Grey watched her, trying to ignore the bludgeoning pain in his head. “Do you really believe yourself to be imbued with special powers?” he asked after a moment.
“Aye, I am,” she replied absently, then, “Marquardt Ploddy, set that pot down and get out of here before I turns you into a toad. Just trying to shirk some work is all you’re doin’ here.”
Ploddy needed no further encouragement.
“You actually think you can cast spells, place hexes on people . . . make love potions?”
“Ayup.” Grammy nodded. “A love potion’ll cost ye a quid. Bit steep, I admit, but it’s guaranteed.”
“No. Oh, no,” Grey said. “You misunderstand. I don’t need a love potion.”
“Never win her without one, not with yer lack of charm,” Grammy said calmly.
“Win her? I don’t want to
win
her,” Grey protested, and then, because he didn’t want the old biddy thinking he was thinking about Fanny, added, “Besides, I don’t know to whom you are referring.”
“Men,” she muttered, then, “When ye’re done playing blindman’s buff by yer lonesome,” she said, “you ken send word to me by Violet. And it’ll still be a quid.”
She took the lid off the teapot and dumped the greenish gray contents from the mortar into it. A sweet, pleasant-smelling steam rose.
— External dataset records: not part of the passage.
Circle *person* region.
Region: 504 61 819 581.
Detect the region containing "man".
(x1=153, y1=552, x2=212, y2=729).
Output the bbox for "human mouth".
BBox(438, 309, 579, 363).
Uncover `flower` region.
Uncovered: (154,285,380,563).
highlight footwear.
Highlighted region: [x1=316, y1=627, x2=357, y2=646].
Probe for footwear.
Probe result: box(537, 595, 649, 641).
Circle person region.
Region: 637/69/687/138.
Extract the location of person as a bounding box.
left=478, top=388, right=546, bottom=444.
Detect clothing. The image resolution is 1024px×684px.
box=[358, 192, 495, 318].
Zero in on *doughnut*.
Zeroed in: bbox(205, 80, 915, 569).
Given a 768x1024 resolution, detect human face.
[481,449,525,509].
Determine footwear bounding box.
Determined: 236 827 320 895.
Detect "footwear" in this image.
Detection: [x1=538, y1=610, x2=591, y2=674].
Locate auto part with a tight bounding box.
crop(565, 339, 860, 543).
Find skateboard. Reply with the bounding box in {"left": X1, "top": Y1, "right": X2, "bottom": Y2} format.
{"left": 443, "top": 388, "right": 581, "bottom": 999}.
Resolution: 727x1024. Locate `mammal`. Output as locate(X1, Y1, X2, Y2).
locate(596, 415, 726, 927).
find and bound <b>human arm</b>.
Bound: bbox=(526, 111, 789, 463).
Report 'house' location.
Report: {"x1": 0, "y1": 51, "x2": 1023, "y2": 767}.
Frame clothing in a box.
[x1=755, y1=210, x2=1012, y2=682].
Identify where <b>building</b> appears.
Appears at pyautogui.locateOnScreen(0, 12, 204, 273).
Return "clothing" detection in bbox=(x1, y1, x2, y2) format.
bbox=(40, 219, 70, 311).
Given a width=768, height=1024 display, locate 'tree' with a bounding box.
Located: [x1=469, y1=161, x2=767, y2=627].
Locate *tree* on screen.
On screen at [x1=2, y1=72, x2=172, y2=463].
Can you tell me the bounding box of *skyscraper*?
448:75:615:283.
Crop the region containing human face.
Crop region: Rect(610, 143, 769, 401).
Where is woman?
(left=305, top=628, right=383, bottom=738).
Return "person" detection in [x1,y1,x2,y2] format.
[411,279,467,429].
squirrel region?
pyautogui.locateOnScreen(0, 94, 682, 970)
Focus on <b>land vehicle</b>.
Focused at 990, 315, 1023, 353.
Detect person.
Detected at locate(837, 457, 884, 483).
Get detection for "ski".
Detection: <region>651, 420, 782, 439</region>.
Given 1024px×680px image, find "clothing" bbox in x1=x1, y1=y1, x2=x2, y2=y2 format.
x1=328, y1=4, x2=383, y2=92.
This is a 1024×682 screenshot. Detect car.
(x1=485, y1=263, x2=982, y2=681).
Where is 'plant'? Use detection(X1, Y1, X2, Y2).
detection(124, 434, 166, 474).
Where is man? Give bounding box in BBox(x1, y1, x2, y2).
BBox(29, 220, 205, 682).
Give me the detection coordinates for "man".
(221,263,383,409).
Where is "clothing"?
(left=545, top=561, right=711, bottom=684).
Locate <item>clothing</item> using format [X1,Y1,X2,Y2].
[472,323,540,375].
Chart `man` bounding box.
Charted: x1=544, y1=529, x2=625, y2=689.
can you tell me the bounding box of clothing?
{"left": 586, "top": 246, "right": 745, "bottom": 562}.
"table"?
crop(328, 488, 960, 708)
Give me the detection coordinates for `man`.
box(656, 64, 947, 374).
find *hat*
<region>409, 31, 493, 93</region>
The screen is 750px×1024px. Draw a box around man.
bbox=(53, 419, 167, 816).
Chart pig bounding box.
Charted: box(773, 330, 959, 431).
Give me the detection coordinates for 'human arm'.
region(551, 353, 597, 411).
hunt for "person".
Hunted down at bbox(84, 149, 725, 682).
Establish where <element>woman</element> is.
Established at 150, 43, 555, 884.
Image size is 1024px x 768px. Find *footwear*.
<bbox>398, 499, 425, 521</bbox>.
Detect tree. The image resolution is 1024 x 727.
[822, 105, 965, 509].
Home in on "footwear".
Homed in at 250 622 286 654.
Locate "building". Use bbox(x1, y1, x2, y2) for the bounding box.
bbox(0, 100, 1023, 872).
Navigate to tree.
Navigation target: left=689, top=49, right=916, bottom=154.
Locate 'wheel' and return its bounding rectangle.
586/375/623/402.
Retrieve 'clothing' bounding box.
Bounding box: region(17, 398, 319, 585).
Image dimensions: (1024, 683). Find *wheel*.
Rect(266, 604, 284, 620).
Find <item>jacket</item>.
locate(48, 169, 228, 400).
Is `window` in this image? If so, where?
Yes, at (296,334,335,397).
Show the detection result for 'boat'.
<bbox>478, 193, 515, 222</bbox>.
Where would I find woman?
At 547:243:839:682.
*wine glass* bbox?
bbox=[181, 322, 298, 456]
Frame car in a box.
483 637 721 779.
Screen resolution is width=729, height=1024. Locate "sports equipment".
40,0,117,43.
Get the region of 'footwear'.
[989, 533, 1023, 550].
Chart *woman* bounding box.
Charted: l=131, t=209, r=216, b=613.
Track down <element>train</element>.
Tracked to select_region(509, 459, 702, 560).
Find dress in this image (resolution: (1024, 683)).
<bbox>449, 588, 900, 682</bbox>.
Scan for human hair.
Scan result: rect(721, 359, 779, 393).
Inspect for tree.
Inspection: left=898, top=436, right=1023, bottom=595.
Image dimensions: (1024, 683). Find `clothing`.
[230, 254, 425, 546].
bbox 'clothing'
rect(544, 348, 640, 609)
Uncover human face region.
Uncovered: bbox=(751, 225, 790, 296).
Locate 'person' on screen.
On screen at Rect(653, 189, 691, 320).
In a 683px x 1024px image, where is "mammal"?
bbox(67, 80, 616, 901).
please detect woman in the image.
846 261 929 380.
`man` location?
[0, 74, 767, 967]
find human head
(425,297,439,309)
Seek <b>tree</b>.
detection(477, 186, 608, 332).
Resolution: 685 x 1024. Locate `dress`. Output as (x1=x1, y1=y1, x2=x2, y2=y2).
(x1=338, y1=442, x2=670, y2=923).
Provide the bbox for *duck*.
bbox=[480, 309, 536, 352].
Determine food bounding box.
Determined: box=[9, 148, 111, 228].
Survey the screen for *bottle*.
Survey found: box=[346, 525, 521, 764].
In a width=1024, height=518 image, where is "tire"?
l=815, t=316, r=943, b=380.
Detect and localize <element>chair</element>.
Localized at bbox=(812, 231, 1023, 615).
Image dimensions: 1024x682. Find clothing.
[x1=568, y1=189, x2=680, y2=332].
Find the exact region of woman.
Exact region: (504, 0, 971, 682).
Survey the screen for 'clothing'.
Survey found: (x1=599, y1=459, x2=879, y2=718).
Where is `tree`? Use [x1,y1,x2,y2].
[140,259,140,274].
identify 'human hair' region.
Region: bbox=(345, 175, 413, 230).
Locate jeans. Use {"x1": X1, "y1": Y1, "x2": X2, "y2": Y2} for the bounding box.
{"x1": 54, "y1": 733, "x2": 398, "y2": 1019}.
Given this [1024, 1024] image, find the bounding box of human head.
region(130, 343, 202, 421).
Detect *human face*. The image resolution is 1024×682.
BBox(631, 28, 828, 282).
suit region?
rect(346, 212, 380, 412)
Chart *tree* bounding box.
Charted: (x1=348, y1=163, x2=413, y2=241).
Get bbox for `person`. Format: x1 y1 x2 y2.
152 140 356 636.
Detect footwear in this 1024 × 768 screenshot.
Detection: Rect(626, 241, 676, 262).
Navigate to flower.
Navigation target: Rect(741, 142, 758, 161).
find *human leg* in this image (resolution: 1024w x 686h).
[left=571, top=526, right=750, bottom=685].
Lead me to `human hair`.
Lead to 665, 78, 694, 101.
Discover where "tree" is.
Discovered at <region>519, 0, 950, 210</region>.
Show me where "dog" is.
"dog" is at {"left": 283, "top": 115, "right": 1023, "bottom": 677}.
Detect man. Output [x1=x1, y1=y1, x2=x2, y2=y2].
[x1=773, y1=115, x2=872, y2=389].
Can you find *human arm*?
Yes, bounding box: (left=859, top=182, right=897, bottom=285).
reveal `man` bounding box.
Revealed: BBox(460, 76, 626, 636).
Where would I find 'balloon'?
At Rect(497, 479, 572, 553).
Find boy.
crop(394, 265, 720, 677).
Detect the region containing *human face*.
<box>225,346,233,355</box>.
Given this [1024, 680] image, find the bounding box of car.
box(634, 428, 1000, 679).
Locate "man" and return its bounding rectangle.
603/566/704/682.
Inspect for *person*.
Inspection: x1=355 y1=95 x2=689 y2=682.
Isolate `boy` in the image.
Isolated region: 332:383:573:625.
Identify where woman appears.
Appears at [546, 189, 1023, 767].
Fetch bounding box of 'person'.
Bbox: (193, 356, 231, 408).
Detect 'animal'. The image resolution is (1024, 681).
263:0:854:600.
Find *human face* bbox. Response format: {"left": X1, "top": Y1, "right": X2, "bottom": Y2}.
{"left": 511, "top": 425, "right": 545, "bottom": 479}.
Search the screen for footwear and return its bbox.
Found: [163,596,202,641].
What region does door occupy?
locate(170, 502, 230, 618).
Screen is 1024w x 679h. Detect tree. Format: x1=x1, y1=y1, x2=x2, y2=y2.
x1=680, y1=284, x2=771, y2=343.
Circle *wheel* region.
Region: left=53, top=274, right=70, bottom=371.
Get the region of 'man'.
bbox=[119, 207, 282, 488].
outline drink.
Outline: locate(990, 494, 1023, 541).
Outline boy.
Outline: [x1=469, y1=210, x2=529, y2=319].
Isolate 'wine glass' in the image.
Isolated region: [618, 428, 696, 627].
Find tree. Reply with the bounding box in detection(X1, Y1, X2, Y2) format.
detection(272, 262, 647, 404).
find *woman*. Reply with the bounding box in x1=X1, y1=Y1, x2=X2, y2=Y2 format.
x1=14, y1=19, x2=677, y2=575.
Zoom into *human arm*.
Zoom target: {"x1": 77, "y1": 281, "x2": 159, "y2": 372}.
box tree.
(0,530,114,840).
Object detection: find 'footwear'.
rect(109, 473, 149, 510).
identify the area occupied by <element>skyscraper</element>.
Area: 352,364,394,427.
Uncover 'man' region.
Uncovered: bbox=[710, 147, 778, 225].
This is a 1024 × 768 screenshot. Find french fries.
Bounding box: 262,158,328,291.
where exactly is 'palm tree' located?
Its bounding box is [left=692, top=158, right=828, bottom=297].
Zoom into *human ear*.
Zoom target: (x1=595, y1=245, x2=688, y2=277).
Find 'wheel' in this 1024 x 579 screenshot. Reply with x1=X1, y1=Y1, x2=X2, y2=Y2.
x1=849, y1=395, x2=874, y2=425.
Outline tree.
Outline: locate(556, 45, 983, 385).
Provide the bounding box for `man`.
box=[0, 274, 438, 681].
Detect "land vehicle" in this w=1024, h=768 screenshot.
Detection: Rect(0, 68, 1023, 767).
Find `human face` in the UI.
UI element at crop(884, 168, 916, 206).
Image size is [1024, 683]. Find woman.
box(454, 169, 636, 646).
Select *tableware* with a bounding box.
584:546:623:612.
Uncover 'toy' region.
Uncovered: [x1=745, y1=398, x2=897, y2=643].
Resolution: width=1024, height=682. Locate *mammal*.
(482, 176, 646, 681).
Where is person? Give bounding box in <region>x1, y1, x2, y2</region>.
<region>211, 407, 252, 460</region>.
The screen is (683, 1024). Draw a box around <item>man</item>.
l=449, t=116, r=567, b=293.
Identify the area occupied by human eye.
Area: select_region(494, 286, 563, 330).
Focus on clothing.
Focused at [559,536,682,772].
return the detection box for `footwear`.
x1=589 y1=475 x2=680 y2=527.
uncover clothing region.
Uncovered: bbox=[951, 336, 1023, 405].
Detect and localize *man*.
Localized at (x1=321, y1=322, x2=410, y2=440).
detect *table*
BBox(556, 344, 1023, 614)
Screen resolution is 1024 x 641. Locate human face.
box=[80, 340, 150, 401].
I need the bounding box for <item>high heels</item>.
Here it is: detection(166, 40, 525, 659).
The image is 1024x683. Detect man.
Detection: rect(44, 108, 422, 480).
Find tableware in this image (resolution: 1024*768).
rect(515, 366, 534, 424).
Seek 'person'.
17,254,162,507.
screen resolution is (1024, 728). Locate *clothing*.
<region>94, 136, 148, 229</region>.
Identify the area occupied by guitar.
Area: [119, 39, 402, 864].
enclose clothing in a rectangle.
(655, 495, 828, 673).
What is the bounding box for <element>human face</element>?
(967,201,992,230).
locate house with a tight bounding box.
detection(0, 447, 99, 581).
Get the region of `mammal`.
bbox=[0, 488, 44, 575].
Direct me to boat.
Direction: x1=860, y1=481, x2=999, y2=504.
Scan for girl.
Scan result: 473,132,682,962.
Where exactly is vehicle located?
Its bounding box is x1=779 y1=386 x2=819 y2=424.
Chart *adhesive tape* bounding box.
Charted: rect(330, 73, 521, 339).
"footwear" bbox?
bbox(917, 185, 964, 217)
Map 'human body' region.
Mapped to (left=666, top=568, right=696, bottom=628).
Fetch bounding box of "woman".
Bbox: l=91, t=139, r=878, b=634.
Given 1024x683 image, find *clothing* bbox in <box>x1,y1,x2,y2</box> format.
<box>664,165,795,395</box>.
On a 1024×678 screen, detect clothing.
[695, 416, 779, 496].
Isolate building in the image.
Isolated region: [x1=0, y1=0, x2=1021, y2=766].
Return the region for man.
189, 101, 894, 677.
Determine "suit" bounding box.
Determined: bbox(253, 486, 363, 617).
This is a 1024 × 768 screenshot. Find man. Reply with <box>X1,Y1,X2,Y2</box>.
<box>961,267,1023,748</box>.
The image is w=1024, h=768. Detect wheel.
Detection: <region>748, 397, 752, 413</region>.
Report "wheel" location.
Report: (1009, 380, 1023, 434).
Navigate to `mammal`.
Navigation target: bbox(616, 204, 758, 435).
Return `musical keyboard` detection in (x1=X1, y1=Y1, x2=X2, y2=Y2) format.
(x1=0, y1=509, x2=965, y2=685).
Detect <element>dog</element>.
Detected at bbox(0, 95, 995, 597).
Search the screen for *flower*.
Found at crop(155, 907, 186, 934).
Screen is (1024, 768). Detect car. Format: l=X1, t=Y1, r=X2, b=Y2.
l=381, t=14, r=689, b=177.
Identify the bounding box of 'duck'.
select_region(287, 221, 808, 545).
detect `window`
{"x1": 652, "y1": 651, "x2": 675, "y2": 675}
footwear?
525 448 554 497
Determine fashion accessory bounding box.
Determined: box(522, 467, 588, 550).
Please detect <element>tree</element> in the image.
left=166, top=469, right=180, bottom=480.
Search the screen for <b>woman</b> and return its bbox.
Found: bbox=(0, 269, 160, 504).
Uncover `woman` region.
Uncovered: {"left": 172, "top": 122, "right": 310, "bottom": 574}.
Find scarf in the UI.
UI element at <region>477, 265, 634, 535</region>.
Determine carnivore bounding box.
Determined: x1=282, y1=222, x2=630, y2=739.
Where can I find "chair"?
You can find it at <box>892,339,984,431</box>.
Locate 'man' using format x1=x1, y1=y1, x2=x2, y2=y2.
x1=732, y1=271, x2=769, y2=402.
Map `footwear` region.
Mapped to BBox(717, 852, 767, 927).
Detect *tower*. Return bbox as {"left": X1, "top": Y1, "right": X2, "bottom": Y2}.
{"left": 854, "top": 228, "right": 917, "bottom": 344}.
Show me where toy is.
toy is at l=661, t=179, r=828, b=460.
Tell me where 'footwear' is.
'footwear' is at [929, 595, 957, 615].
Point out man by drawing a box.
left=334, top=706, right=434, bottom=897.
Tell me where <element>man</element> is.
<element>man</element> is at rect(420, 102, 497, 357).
After a moment, she poured out a saucerful of the foul-looking matter and handed it to him.
“Drink the first ’alf now and the second ’alf in a few minutes after it’s ’ad a chance to steep a bit.”
“Really, I’m feeling—”
“Drink,” she commanded, advancing on him with an outstretched claw.
He drank. Happily, it tasted better than it looked. He handed her the half-empty saucer and sank back against the pillows.
“Girl!” Grammy snapped her fingers.
At once, Violet darted forward, dragging a small fiddle-backed chair with her. Arranging her myriad tablecloth skirts with a waggle of her scrawny behind, Grammy settled down on it like a brooding hen. “Better yet?”
Astonishingly, Grey
had
already begun to feel better. The thundering ache in his head was still there, but more like thunder on the horizon, distant and less acute. He also felt a bit light limbed.
“What is in that brew?” he asked.
“Like I’d tell you,” she scoffed. “Prettier faces than yourn have tried to pry me secrets from me.”
“I don’t have a pretty face.”
She looked him up and down with a critical eye. “True enough.”
Grey laughed. Once again, it was a mistake.